Decentralized Riemannian Conjugate Gradient Method on the Stiefel Manifold

Authors: Jun Chen, Haishan Ye, Mengmeng Wang, Tianxin Huang, Guang Dai, Ivor Tsang, Yong Liu

ICLR 2024 | Conference PDF | Archive PDF | Plain Text | LLM Run Details

Reproducibility Variable Result LLM Response
Research Type Experimental 5 NUMERICAL EXPERIMENT In this section, we compare our DRCGD method with DRDGD (Chen et al., 2021) and DPRGD (Deng & Hu, 2023), which are first-order decentralized Riemannian optimization methods using retraction and projection respectively, on the following decentralized eigenvector problem: i=1 tr x i A i Aixi , s.t. x1 = . . . = xn, (22) ... The comparison results are shown in Figures 1, 2, and 3. It can be seen from Figure 1 that our DRCGD converges faster than DPRGD under different numbers of agents (n = 16 and n = 32). ... We also present some numerical results on the MNIST dataset (Le Cun, 1998).
Researcher Affiliation Collaboration Jun Chen1, Haishan Ye2,3, Mengmeng Wang1, Tianxin Huang1 Guang Dai3, Ivor W. Tsang4,5, Yong Liu1 1Zhejiang University 2Xi an Jiaotong University 3SGIT AI Lab, State Grid Corporation of China 4CFAR and IHPC, Agency for Science, Technology and Research 5SCSE, NTU
Pseudocode Yes Algorithm 1 Decentralized Riemannian Conjugate Gradient Descent (DRCGD) for solving Eq.(1).
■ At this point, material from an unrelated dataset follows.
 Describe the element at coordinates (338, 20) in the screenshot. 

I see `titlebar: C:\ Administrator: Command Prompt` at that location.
Input: Initial point x0 Mn, an integer t, set ηi,0 = grad fi(xi,0). 1: for k = 0, do for each node i [n], in parallel 2: Choose diminishing step size αk = O(1/ 3: Update xi,k+1 = PM Pn j=1 W t ijxj,k + αkηi,k 4: Compute βi,k+1 = grad fi(xi,k+1) 2/ grad fi(xi,k) 2 5: Update ηi,k+1 = grad fi(xi,k+1) + βi,k+1PTxi,k+1M Pn j=1 W t ijηj,k
Open Source Code No The paper does not contain any explicit statement about providing open-source code for the methodology described, nor does it include a link to a code repository.
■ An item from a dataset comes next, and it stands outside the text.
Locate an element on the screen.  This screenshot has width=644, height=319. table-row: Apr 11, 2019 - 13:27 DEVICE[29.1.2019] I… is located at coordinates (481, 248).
Open Datasets Yes We also present some numerical results on the MNIST dataset (Le Cun, 1998).
Dataset Splits No The paper does not explicitly provide information about training/test/validation dataset splits, such as percentages, sample counts, or specific splitting methodologies. While it mentions the MNIST dataset and its use, it does not detail how the data was partitioned for training, validation, or testing.
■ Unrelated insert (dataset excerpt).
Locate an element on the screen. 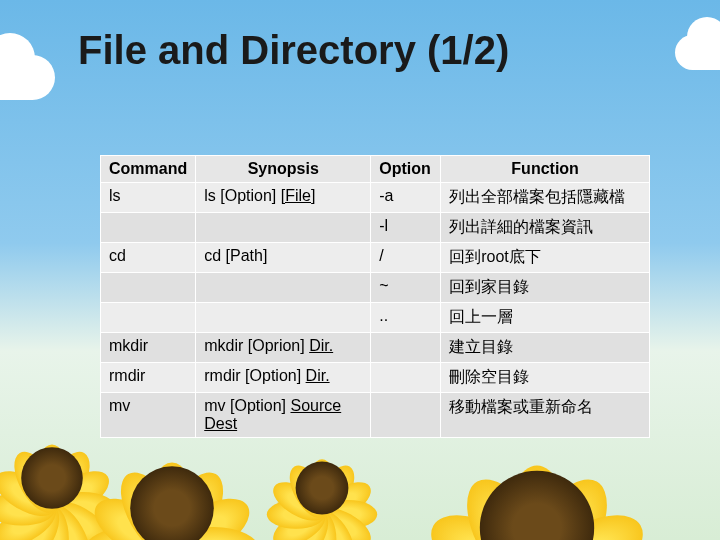  cell-command: rmdir is located at coordinates (148, 378).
Hardware Specification Yes The experiments are evaluated with the Intel(R) Core(TM) i7-12700 CPU.
Software Dependencies No The paper states 'And the codes are implemented in Python with mpi4py.' However, it does not provide specific version numbers for Python or the mpi4py library, which are necessary for reproducible software dependencies.
Experiment Setup Yes We employ fixed step sizes for all comparisons, i.e., the step size is set to αk = ˆα / K with K being the maximal number of iterations. ... We fix m1 = m2 = = mn = 1000, d = 10, and r = 5. ... We also fix the maximum iteration epoch to 200 and early terminate it if ds( xk, x ) < 10^-5. ... For brevity, we fix t = 1, r = 5, and d = 784, respectively. ... The step size of our DRCGD, DRDGD, and DPRGD is αk = ˆα / 60000. We set the maximum iteration epoch to 1000 and early terminate it if ds( xk, x ) < 10^-5.